I generated a better model in P5 and realized by this point I wanted to create a new composition. I wanted to focus it on a floating human figure, so I posed a model and exported a .obj file. Doing work in P5 was much more efficient. I looked a bit at examples on OpenProcessing and found a project where I really liked the shading and lighting. So I downloaded the code and used that aspect of it in my scene. I ended up posing a central floating figure with about 40 randomly sized orbs floating around him. I also generated some extra light orbs and colors, and tweaked the intensity until I had something I liked.
Generative DeStijl
Yang Yang
This series of work is inspired by Piet Mondrian’s Composition paintings. Many other De Stijl
artists also created works that explore the composition of colors and geometries. I was curious
about why the artists choose to paint this composition but not the other. Was it purely because
they were more visually pleasing to human eyes? What is the rule of the harmony that the
artists pursued? Therefore I created this Generative De Stijl art series to explore what are the
possible compositions that the artist never picked and the difference between this works and the
ones that had been produced in the art history.
deliberation field
Pedro Veloso
deliberation field is a diagrammatic representation of information exchanges, such as dialogues, conflicts and discourses. It approaches the topic by representing the influence of the agents’ position (ideological and spatial) on the behavior of other agents and on the construction of the environment.

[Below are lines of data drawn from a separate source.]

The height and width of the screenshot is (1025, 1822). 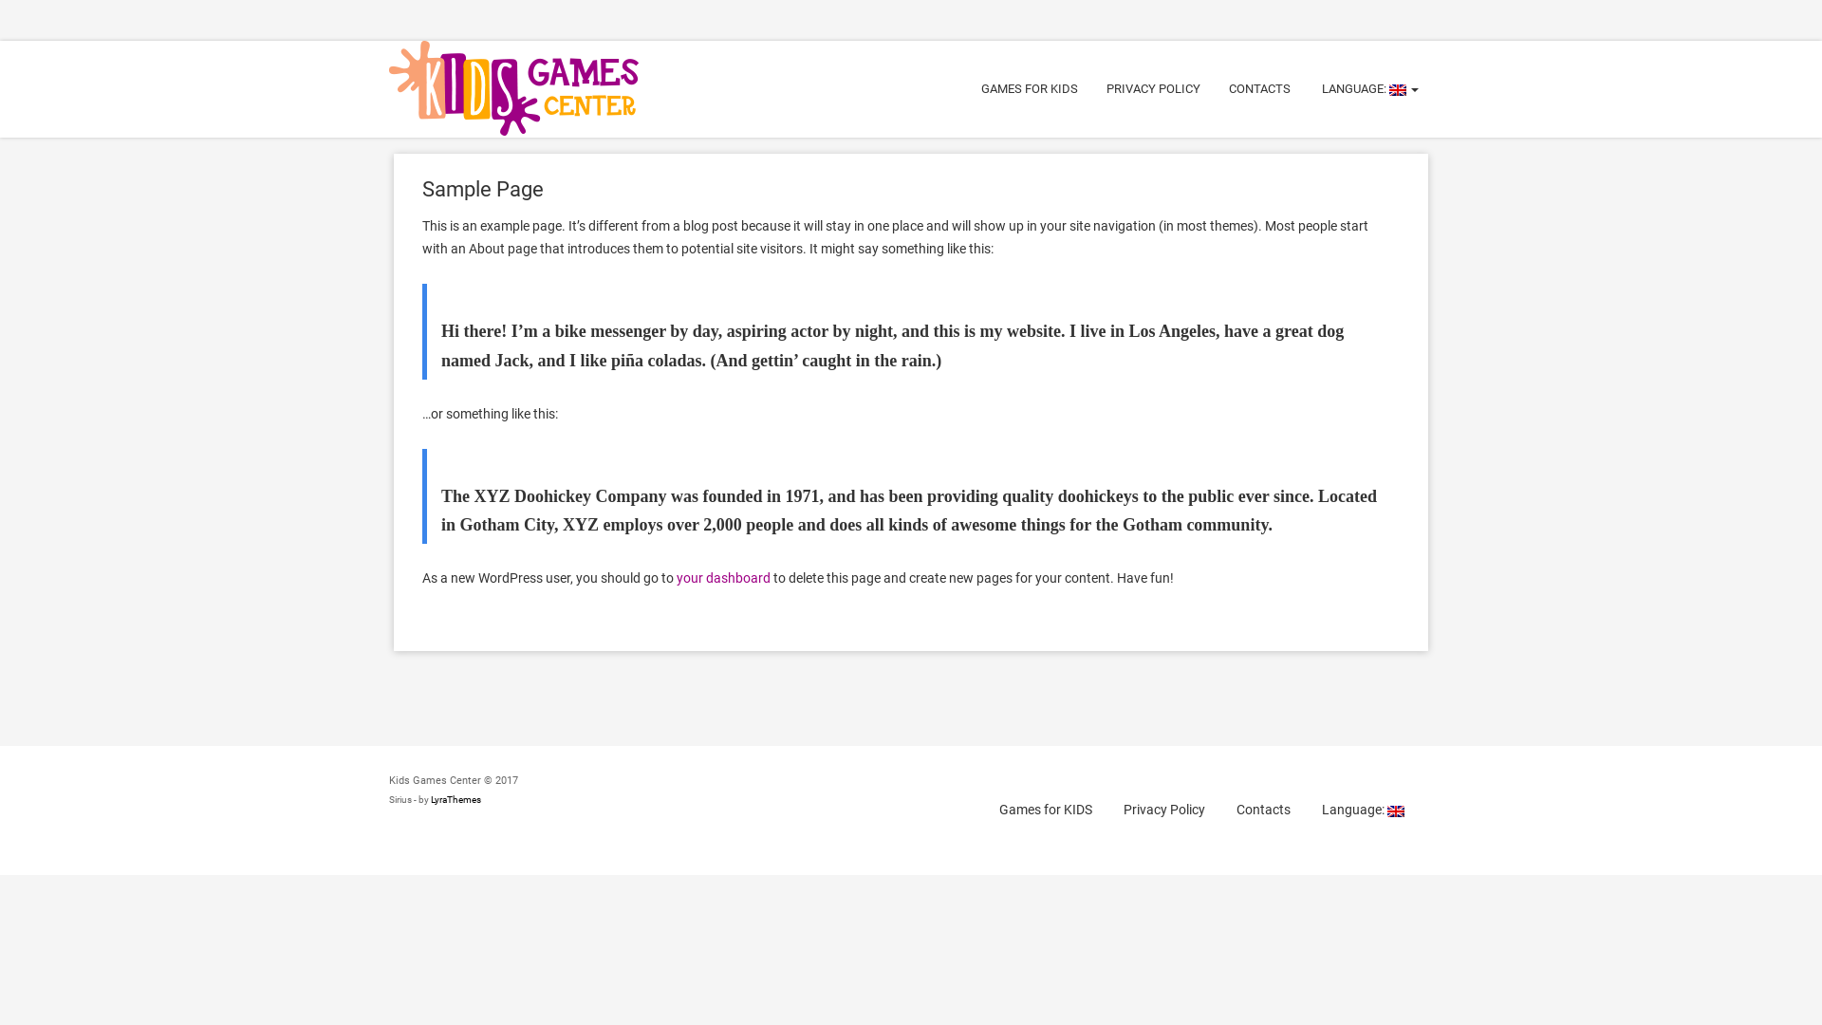 I want to click on GAMES FOR KIDS, so click(x=1030, y=89).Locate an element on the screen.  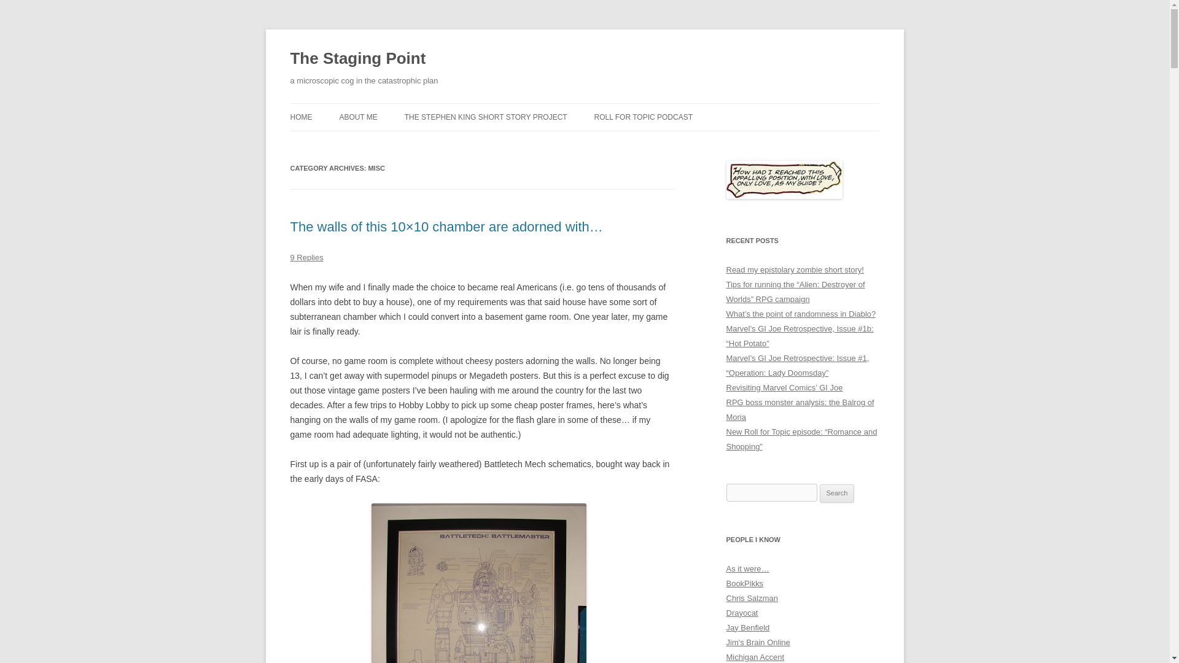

A circle (a) defines the boundary of the field. This circle is divided in n points (b) that are used to define which curves of the vector field are going to be visualized / integrated. Inside this field, points are generated along the time (c and e), representing different actors joining the deliberation. This points have real numbers as their charges, which corresponds to a certain ideological position. As the time passes, more points join the deliberation field, changing the shape of the curves (d, f and g).
The resulting artwork is a generative animation displaying the change of the deliberation field along the time. It starts with two agents and at certain interval, one more agent join the field. The initial setup (velocity, location, and charge) is defined randomly. The behavior of the agents (cohesion, separation, alignment, and staying inside the circle) changes with the development of the field.
Glitched Gloves
Lea Albaugh
What does it mean to glitch a textile? There are many examples of textiles with surface patterns
based on glitched pixel images, but while these are beautiful objects and interesting
from a fashion standpoint, they usually do not involve the underlying structure of textiles — they
might as well be printed on a poster, or a wall. In the domain of knitting, glitch can involve
dropped stitches, but there is a delicate balance between a knit object and a fully
incoherent tangle of yarn. This means that these "glitches" must often be either added minimally
or designed artisanally, which can undermine their intrigue as a mechanical process.
This is a project I've been meaning to do for some time, somewhat inspired by Golan Levin's
Augmented Hands project as well as by knitting machine code itself. Our knitting machine, a
Shima Seiki SWG "Wholegarment" machine, was originally designed for knitting gloves, and
the goal of glove knitting is intertwined with its mechanical and software design. Its
programming language, KnitPaint, really only supports two layers of nested loops as well as
macro expansion. While I did not implement this project directly in KnitPaint (among other
things, that language lacks support for randomness), the structure of the code is patterned after
the way factory knit jobs are designed.